Hovering over everything else is the continuing impact of consolidation on U.S. radio. “When Wall Street spied the radio paragraph in the 1996 Telecom Act and began shoveling money toward companies like Clear Channel, that forever transformed our business,” he said. “We became more akin to other businesses in America, more attuned to monthly and quarterly expectations and results — and more focused on the short term.”

Unfortunately, some feel that paying more attention to the bottom line caused many broadcasters to pay less attention to making great radio. But Taylor rejects the notion that U.S. radio in general has lost its way.
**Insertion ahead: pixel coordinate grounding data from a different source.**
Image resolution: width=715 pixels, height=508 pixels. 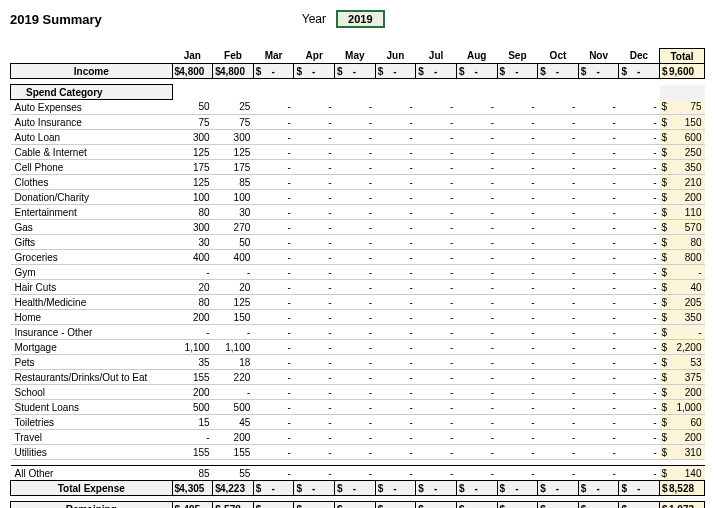 What do you see at coordinates (640, 56) in the screenshot?
I see `month-col: Dec` at bounding box center [640, 56].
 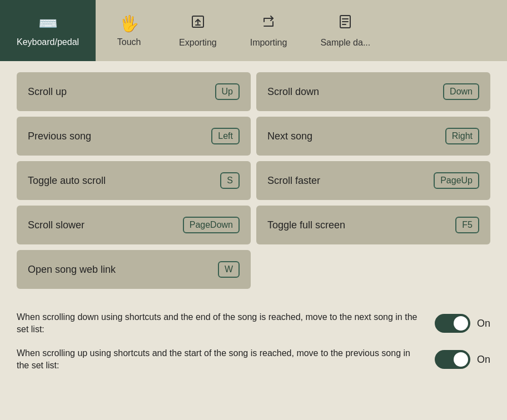 What do you see at coordinates (133, 269) in the screenshot?
I see `shortcut-open-song-web-link: Open song web link W` at bounding box center [133, 269].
“I do think we underestimate the number of operators who still understand the critical importance of being local and serving the community,” he said. “That language is still there on the FCC license, and the bond between local stations and their listeners is what can make radio special.”

As for keeping radio viable in the years to come, especially among millennials whose earphones are plugged into streaming audio? “We need imagination, business smarts and the willingness to protect the existing platform of OTA broadcasting, while exploring new areas such as digital — in various forms, live events and other promising avenues,” Taylor said.

“At the first station I programmed, Village Broadcasting’s WCHL Chapel Hill, N.C., 1360, they understood that radio was a springboard for all kinds of other revenue-producing activities. Two examples: They published the local weekly free ‘shopper’ publication out of the station’s basement. And they rented out a local theater for late-night ‘WCHL Movies.’ Very entrepreneurial.”

Covering such stories are now the responsibility of others. Taylor has disconnected his computer keyboard and gone home.

“Just about every day, I get an email with this header, ‘Are you bored yet?’” Taylor told RW. “The answer is ‘No,’ though I treasure the relationships with readers over the past 31 years. Also the relationships with people I worked with in my 16 years before that, as a programmer and jock.”

He expressed thanks to the many engineers he has worked with, and mentioned Rick Edwards, Jeff Detweiler and Rick Eby. “Engineers like them wrought daily miracles, then patiently explained them to us laypeople. And a strong shoutout to my Hickory, N.C.-hometown friend Carl Davis, now a regional sales manager at ERI. Last year, Carl became the first engineer ever inducted into the North Carolina Association of Broadcasters Hall of Fame.”

NAB will present its award to Taylor at the NAB Show Opening on April 8. Executive Vice President of Communications Dennis Wharton called Taylor “a beloved friend of radio broadcasters and … daily chronicler of the industry for decades.”

Tom Taylor may have hung up his mouse, but he clearly still feels the love for this business.

“There’s something unique about the radio industry, you know? You could run into somebody at an airport or grocery store line who’s worked in radio and strike up an impromptu conversation about situations you’ve both encountered,” he said.

“‘Hey,’ they might say, ‘the first station I worked at was based at a former funeral home.’ We’re storytellers in radio, whether or not we were ever on-air. And engineers have some of the best stories.”